"COURTNEY SHEBER IS AMERICA'S HOTTEST COLLEGE GIRL," the website Tempe12 declares boldly. But is she? A careful reading of the 19-photo gallery reveals not just the failure of language at the horizon of desire, but the destabilizing nature of desire itself.

How can we talk about desire? In what language can we understand the constitutive lack that gives desire its power? I would argue that "COURTNEY SHEBER IS AMERICA'S HOTTEST COLLEGE GIRL" playfully acknowledges its own inability to communicate through language the motiving force of its own existence: the only text that accompanies the gallery is "Courtney Sheber relaxing poolside in her itty bitty bikini." The unnamed author, understanding the irrationality of his or her desire, cannily refuses to make an argument for Sheber's status as America's hottest college girl. Desire belongs to the realm of faith, not argument, he or she seems to say: if it is describable, it is only tangentially, passingly, as though it were a shadow in one's peripheral vision.

But at the risk of overinterpretation, I wonder too if "COURTNEY SHEBER IS AMERICA'S HOTTEST COLLEGE GIRL" goes even further, subverting the very structures that allow its readers to engage with it in the first place. Appearing on a website intended for heterosexual college-aged men, celebrating their sexuality and the logocentrism that accompanies phallus-worship, "COURTNEY SHEBER IS AMERICA'S HOTTEST COLLEGE GIRL" nevertheless reveals, in its invitation to desire, the so-called "feminine" qualities present in those men: their irrationality, their passion, their capriciousness — and, of course, the void, that most "womanly" of spaces, the vacuum, the lack, the hole that animates desire, that is itself desire, and that, in its tracing of the boundaries of the self, is being entire.

Here, then, is the greatest success of "COURTNEY SHEBER IS AMERICA'S HOTTEST COLLEGE GIRL": it invites heterosexual masculinist desire, but in that very movement it also destabilizes it, opening a space that exists deep within us and uncovering the glorious, destructive weakness that gives life meaning. It is, in my opinion, a masterpiece.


The response must contain every line below in which "axis" appears.

Available data: Begin

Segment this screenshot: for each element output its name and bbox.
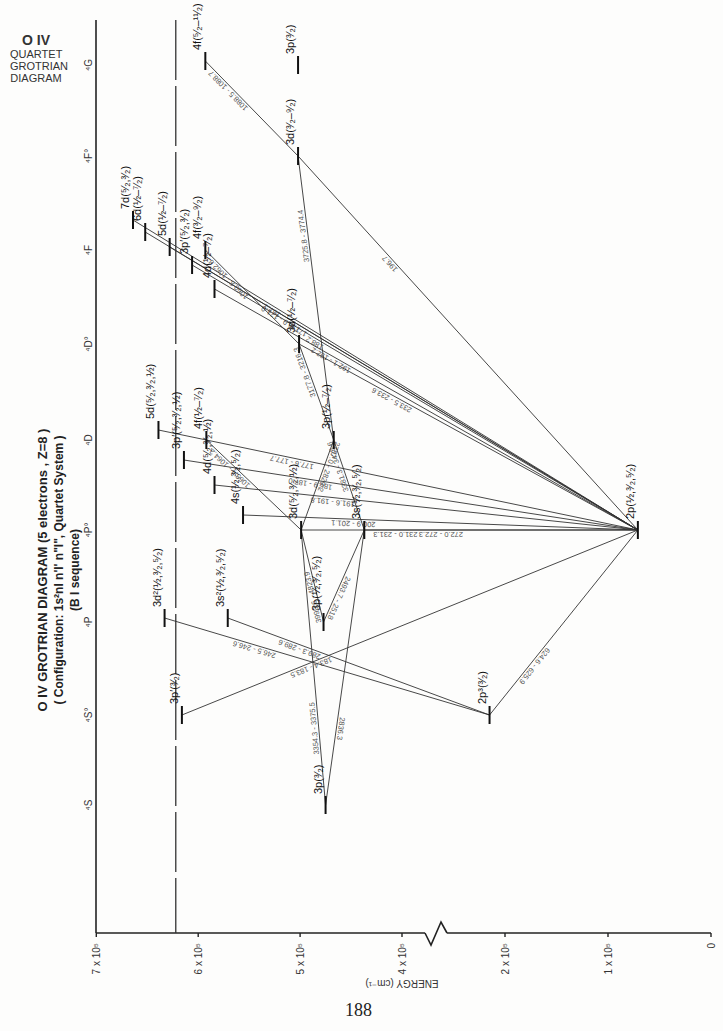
grotrian-diagram-page: O IV QUARTET GROTRIAN DIAGRAM O IV GROTR… (0, 0, 723, 1031)
energy-level: 3s²(½,³⁄₂,⁵⁄₂) (214, 549, 228, 627)
energy-level: 3p(½–⁷⁄₂) (320, 384, 334, 449)
transition: 196.7 (298, 156, 638, 530)
transition-line (165, 618, 490, 715)
level-label: 3d²(½,³⁄₂,⁵⁄₂) (151, 548, 163, 607)
level-label: 4f(³⁄₂–⁹⁄₂) (191, 196, 203, 239)
transition-line (228, 618, 490, 715)
level-label: 3p′(⁵⁄₂,³⁄₂,½) (170, 392, 182, 449)
term-column-label: ⁴F (83, 245, 94, 255)
transition: 246.5 - 246.6 (165, 618, 490, 715)
level-label: 3p(³⁄₂) (312, 765, 324, 794)
transition-wavelength: 192.1 - 192.2 (309, 346, 352, 376)
energy-level: 4d(½–⁷⁄₂) (201, 233, 215, 298)
transition: 183.4 - 183.5 (182, 530, 638, 715)
axis-tick-label: 4 x 10⁵ (397, 943, 408, 974)
axis-tick-label: 2 x 10⁵ (500, 943, 511, 974)
term-column-label: ⁴P° (83, 523, 94, 538)
level-label: 3p(³⁄₂) (284, 25, 296, 54)
term-column-label: ⁴S° (83, 708, 94, 723)
energy-level: 3p′(³⁄₂) (168, 673, 182, 724)
energy-level: 3d(½–⁷⁄₂) (285, 288, 299, 353)
transition-wavelength: 2836.3 (335, 717, 347, 741)
energy-level: 5d(⁵⁄₂,³⁄₂,½) (144, 364, 158, 439)
term-column-label: ⁴P (83, 616, 94, 627)
level-label: 3s(½,³⁄₂,⁵⁄₂) (350, 464, 362, 519)
main-title-line-3: (B I sequence) (68, 529, 82, 611)
main-title-line-2: ( Configuration: 1s²nl n'l' n"l", Quarte… (52, 435, 66, 704)
energy-level: 3p(³⁄₂) (312, 765, 326, 814)
energy-axis-title: ENERGY (cm⁻¹) (365, 978, 438, 989)
energy-level: 3d²(½,³⁄₂,⁵⁄₂) (151, 548, 165, 627)
level-label: 3p′(⁵⁄₂,³⁄₂) (178, 209, 190, 254)
axis-tick-label: 1 x 10⁵ (603, 943, 614, 974)
level-label: 3d(⁵⁄₂,³⁄₂,½) (287, 464, 299, 519)
energy-level: 4f(⁵⁄₂–¹¹⁄₂) (191, 3, 205, 70)
axis-ticks: 7 x 10⁵6 x 10⁵5 x 10⁵4 x 10⁵2 x 10⁵1 x 1… (91, 933, 717, 974)
term-column-label: ⁴G (83, 59, 94, 71)
energy-level: 3p′(⁵⁄₂,³⁄₂) (178, 209, 192, 274)
transition-wavelength: 2493.7 - 2518 (326, 575, 353, 621)
transition-line (215, 289, 638, 530)
transition: 192.1 - 192.2 (215, 289, 638, 530)
term-column-label: ⁴S (83, 799, 94, 810)
transition-line (184, 460, 638, 530)
term-column-label: ⁴D (83, 434, 94, 446)
energy-level: 4s(½,³⁄₂,⁵⁄₂) (229, 449, 243, 524)
axis-tick-label: 7 x 10⁵ (91, 943, 102, 974)
level-label: 4s(½,³⁄₂,⁵⁄₂) (229, 449, 241, 504)
column-labels: ⁴S⁴S°⁴P⁴P°⁴D⁴D°⁴F⁴F°⁴G (83, 59, 94, 811)
transition-wavelength: 246.5 - 246.6 (232, 639, 277, 660)
energy-level: 3d(³⁄₂–⁹⁄₂) (284, 99, 298, 165)
term-column-label: ⁴F° (83, 149, 94, 163)
level-label: 2p³(³⁄₂) (476, 671, 488, 704)
term-column-label: ⁴D° (83, 336, 94, 352)
transition-line (182, 530, 638, 715)
transition-wavelength: 231.0 - 231.3 (373, 530, 417, 539)
transition: 624.6 - 625.9 (490, 530, 638, 715)
transition-wavelength: 272.0 - 272.3 (419, 530, 463, 539)
axis-tick-label: 5 x 10⁵ (295, 943, 306, 974)
level-label: 4f(⁵⁄₂–¹¹⁄₂) (191, 3, 203, 50)
page-number: 188 (345, 1000, 372, 1021)
energy-level: 6d(½–⁷⁄₂) (131, 176, 145, 241)
transition: 289.3 - 289.6 (228, 618, 490, 715)
energy-level: 3p′(⁵⁄₂,³⁄₂,½) (170, 392, 184, 469)
level-label: 5d(⁵⁄₂,³⁄₂,½) (144, 364, 156, 419)
grotrian-svg: O IV GROTRIAN DIAGRAM (5 electrons , Z=8… (0, 0, 723, 1031)
level-label: 3d(³⁄₂–⁹⁄₂) (284, 99, 296, 145)
level-label: 3p(½,³⁄₂,⁵⁄₂) (310, 556, 322, 611)
level-label: 3d(½–⁷⁄₂) (285, 288, 297, 333)
transition-wavelength: 624.6 - 625.9 (517, 646, 552, 686)
main-title-line-1: O IV GROTRIAN DIAGRAM (5 electrons , Z=8… (35, 429, 50, 712)
transition-wavelength: 1060.8 - 1062.8 (207, 258, 250, 302)
level-label: 7d(⁵⁄₂,³⁄₂) (119, 166, 131, 209)
transition: 231.0 - 231.3 (301, 530, 638, 539)
transition-wavelength: 1088.5 - 1088.7 (207, 69, 250, 113)
transition-line (490, 530, 638, 715)
energy-level: 5d(½–⁷⁄₂) (156, 191, 170, 256)
axis-tick-label: 0 (706, 943, 717, 949)
main-title-block: O IV GROTRIAN DIAGRAM (5 electrons , Z=8… (35, 429, 82, 712)
energy-level: 3p(³⁄₂) (284, 25, 298, 74)
axis-break-icon (425, 922, 447, 945)
level-label: 2p(½,³⁄₂,⁵⁄₂) (624, 464, 636, 519)
transition-wavelength: 289.3 - 289.6 (277, 637, 322, 661)
energy-level: 4d(⁵⁄₂,³⁄₂,½) (201, 419, 215, 494)
level-label: 5d(½–⁷⁄₂) (156, 191, 168, 236)
energy-level: 2p³(³⁄₂) (476, 671, 490, 724)
level-label: 3p′(³⁄₂) (168, 673, 180, 704)
transition-line (298, 156, 638, 530)
transition: 186.9 - 187.0 (184, 460, 638, 530)
axis-tick-label: 6 x 10⁵ (193, 943, 204, 974)
energy-levels: 2p(½,³⁄₂,⁵⁄₂)2p³(³⁄₂)3p(³⁄₂)3p(½,³⁄₂,⁵⁄₂… (119, 3, 638, 814)
level-label: 3p(½–⁷⁄₂) (320, 384, 332, 429)
level-label: 4f(½–⁷⁄₂) (192, 387, 204, 429)
transition-wavelength: 3725.8 - 3774.4 (296, 209, 311, 262)
level-label: 3s²(½,³⁄₂,⁵⁄₂) (214, 549, 226, 607)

Available data: End

-- Response box --
axis-tick-label: 4 x 10⁵ (397, 943, 408, 974)
axis-tick-label: 2 x 10⁵ (500, 943, 511, 974)
energy-axis-title: ENERGY (cm⁻¹) (365, 978, 438, 989)
axis-tick-label: 1 x 10⁵ (603, 943, 614, 974)
axis-ticks: 7 x 10⁵6 x 10⁵5 x 10⁵4 x 10⁵2 x 10⁵1 x 1… (91, 933, 717, 974)
axis-tick-label: 7 x 10⁵ (91, 943, 102, 974)
axis-tick-label: 5 x 10⁵ (295, 943, 306, 974)
axis-tick-label: 0 (706, 943, 717, 949)
axis-break-icon (425, 922, 447, 945)
axis-tick-label: 6 x 10⁵ (193, 943, 204, 974)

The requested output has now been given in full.